The Future of Food Coloring May Be Very Slimy
A Danish scientist has begun working on a way to use algae to color candies and cheeses.
Currently, there are only two ways to get the bright oranges and reds used by many food manufacturers for things like candy and cheddar cheese. One way involves extracting the colors from carrots and fruits like the clementine. The other way involves synthetic fabrication.
“But that’s not always the most economically feasible way,” says Andersen Ranberg. Fruit crops can demand a lot of resources, a lot of land, and lots of fresh water, he points out. “With algae, you can grow a crop utilizing salt water, which we have in very high abundance all over the world.”
Andersen Ranberg has been awarded $313,000 from the Danish Council for Independent Research to study ways to introduce genes into algae that will create a form of carotene – a natural substance produced by green plants and algae to regulate the intake of radiation from sun, which can also turn things orange.

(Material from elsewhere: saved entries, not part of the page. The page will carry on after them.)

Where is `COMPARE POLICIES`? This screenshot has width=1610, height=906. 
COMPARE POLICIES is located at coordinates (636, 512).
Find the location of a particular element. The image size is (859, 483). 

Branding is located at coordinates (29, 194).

No one has ever used algae this way before, and part of Andersen Ranberg’s work – conducted during the next few years at the University of California Berkeley – will be to determine not only if carotene can be produced this way but also how feasible and economical it would be to do on a large scale. In the past he’s researched the use of insects in the making of cosmetic pigments.

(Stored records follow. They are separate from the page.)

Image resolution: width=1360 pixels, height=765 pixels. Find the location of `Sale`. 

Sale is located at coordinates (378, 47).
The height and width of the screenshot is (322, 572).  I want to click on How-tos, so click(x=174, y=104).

Andersen Ranberg’s algae food coloring idea is appealing to those working to eliminate synthetic, chemically-produced dyes from American diets. Lisa Lefferts from the Center for Science in the Public Interest is working on a new report, released today, which details data connecting synthetic food dyes to adverse behavior in children. Some are known carcinogens. Some studies have shown a strong link between the synthetic dyes and an increase in hyperactivity among children.
“The research is plentiful: synthetic food dyes adversely affect some children – not all children, but some children. And for those children, the adverse reactions make it hard for them to well in school, affect their relationships, and affect the entire family,” Lefferts says. “Clearly, if companies can get these dyes out of food, we could significantly help children.”
Although she’s not heard of the use of algae for food dye production previously, Lefferts says it “sounds like a great idea.” Other naturally derived carotenoids, she says, have been found to be very safe, especially when compared to the synthetic alternatives.
John B. Miller, from Western Michigan University, says using algae as a colorant shows promise for creating a high-value agricultural crop. Miller is an algalologist – a biologist who specializes in the study of algae. He cautions that the concept may not be as sustainable as some imagine. To get a particular, reliable strain of algae for this kind of production, Miller says, you’d have to grow a monoculture, which means you could grow only one kind of algae and nothing else in chosen lab or farm location.
“You run into problems in all agriculture runs into when you have a monoculture,” Miller says, comparing the situation to monocrop problems in other products such as wheat, which can become susceptible to wheat rust. “If you get a bacterium, if you get a phage, if you get a fungus – you can wipe out the whole crop in no time at all.”
Using algae as a colorant shows promise for creating a high-value agricultural crop.
But also, growing a particular kind of algae for a specific color compound is very different, Miller points out, from the kind of harvest of random rogue algae often used for products like biofuels. When producing biofuels you mostly are interested in abundance and often don’t need to worry about what type you harvest.
Although some like to claim that algae need little more than CO2 and sunlight to grow, Miller assumes that this kind of dye production would demand some specific strain of red algae, which need all of the same things familiar to farmers growing crops on land: nitrogen, phosphorous, and trace minerals. So he’s a bit skeptical about any claims that this could be an inexpensive agricultural venture.
On the other hand, the growing cycle is very short for most algae – only seven to 14 days until harvest. Terrestrial plants used for food coloring can take anywhere from 70 to 120 days.
“In that way the algae really is a super crop,” Miller says.
“The important part for me,” says Andersen Ranberg, “is that you could potentially get crops that could be grown on less attractive lands.” Whereas terrestrial food crops demand land with rich soil and good drainage, algae could be grown in a multitude of locations regardless of past land use or soil quality. It could perhaps be grown indoors in multi-level warehouses or other similar facilities.
Andersen Ranberg even envisions future systems set up in cities, maybe in schools where children were learning about hydroponics. “They could become small algae-neers, you could say.”